Time to upgrade: why product managers working remotely need more than Jira, especially now

Elad Simon Published: 06 Apr 2020 Updated: 04 Jul 2023
remote PMs need more than Jira
remote PMs need more than Jira

Amid the COVID-19 pandemic, businesses worldwide are switching their mindset and employees to working remotely. This change has introduced us to a myriad of challenges: whether it’s juggling the reality of working with your kids in the house (read: zoo), ensuring you maintain a healthy work-life balance, or finding the right tools to help you get your work done.

While we might not be able to help control your kids, we can provide some insights on why making the switch from using a standard issue-tracking software exclusively to adding a robust product-management tool can make a critical difference to your organization during these trying times. 

In our previous post covering how companies & product teams can survive (and even thrive) during COVID-19, we touched on why a dedicated product system-of-record tool is an essential part of an efficient product team. Today, we’ll hone in on why sticking with “what works” is no longer good enough when working remotely and how the benefits of a holistic, dedicated product management tool can revolutionize your team’s efficiency, regardless of where they work.

In 2002, Atlassian launched Jira – an issue tracking product designed for software development. Fast forward 18 years, and it has evolved into a multi-faceted product now marketed as capable of generic and agile product management. But despite this evolution, product managers using Jira today still find themselves contorting and trying to conform to software that won’t succeed in meeting their needs on a good day (let alone during a pandemic).

Jira and other task-management software might seem to be the perfect space for product managers to continue conducting their work. After all, their dev team is already proficiently using it for backlog management, assigning stories, tasks and bugs and scheduling sprints. But as a product manager, you do more than just assess and prioritize to-do lists. You define and refine the product strategy, gather and analyze data from a variety of sources, validate ideas, and establish and communicate your product roadmap. And most critical to your role is the ability to make sense of the noise, persuade stakeholders and keep the train moving forward.

Working remotely has significantly amplified the need for a product manager to sift through the endless barrage of information that accompanies their role and communicate it onwards effectively. More than ever, PMs need a macro approach to appraise all the moving parts from above and make precise, data-driven decisions. Jira, instead, focuses on the ‘micro’: on solving specific problems through ticketed tasks. It concentrates on facilitating the manufacturing part of the process and for a product manager, task-management is only a part (and sometimes a small part) of their role. So when it comes to the bigger picture, Jira (and other ticketing systems or task-management tools), simply can’t provide the data, context, and features that product managers need to pull everything together. Add to this a laborious interface that often vexes non-software developers (and truthfully, some developers as well), and you can see why Jira struggles to check the box of straightforward communication and collaboration for the wider organization.

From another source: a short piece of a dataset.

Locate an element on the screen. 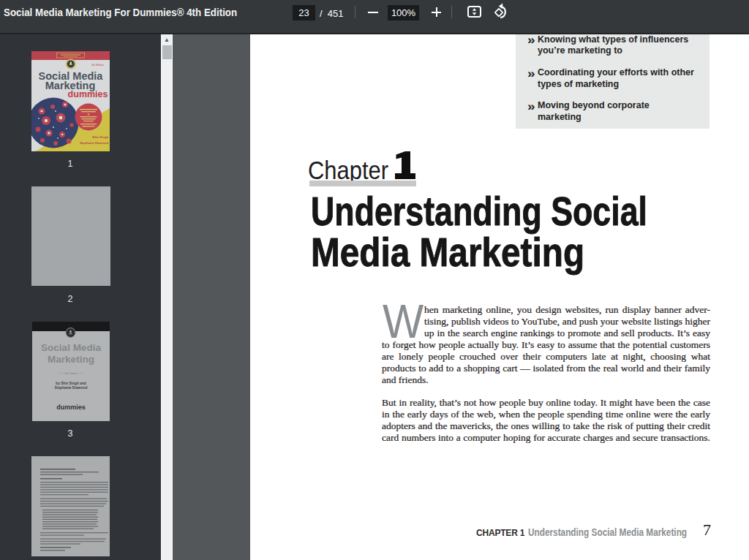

So in many ways, using Jira for product management is like fitting a square peg in a round hole. We know in our bones it’s not the best fit, but somewhere along the way it became ‘good enough’. But what if there was a tool specifically designed to meet a product manager’s needs? A tool that allowed you to set the long-term vision and strategy, facilitate production and communicate the strategy to relevant participants and stakeholders throughout the product’s lifecycle. But more critically, a tool that allowed everyone in the organization to instantly view a live, dynamic snapshot of the entire process. Something that connected everyone and allowed them to easily and efficiently communicate their ideas and opinions in a clear, organized way.

The good news is that it exists. craft.io picks up the slack where Jira fails: it exchanges Jira’s exclusively execution-focused approach in favor of something far more holistic. By integrating directly with the development tools used by organizations, craft.io provides product managers with a dedicated space to plan, prioritize, iterate ideas, and build better products–all while having their finger on the pulse of all critical moving parts. 

And at a time where we can only be connected virtually, craft.io provides a structured, chronological format for comments and discussions–allowing users to quickly gauge an item’s status or an idea’s development with a single glance. This next-level transparency is precisely what product managers, their teams and indeed, all their relevant stakeholders need right now: a place that aligns the product vision, strategy, and product development.

We need to start seeing and using Jira as what it is: an exceptional delivery system, a hub for development, the gold standard for ticketing. Now that the world has switched to working remotely and face-to-face meetings and impromptu watercooler chats are no longer an option, we can no longer depend on these physical interactions to work out the kinks in our product’s strategy, planning, and development. More than ever, product teams need a dedicated tool to reflect their needs, processes, and methodologies, so that teams can work with transparency, product managers can prioritize effectively, and stakeholders can be kept seamlessly in the loop, wherever they are.

Try craft.io for free for 14 days to improve your team’s remote product management capabilities!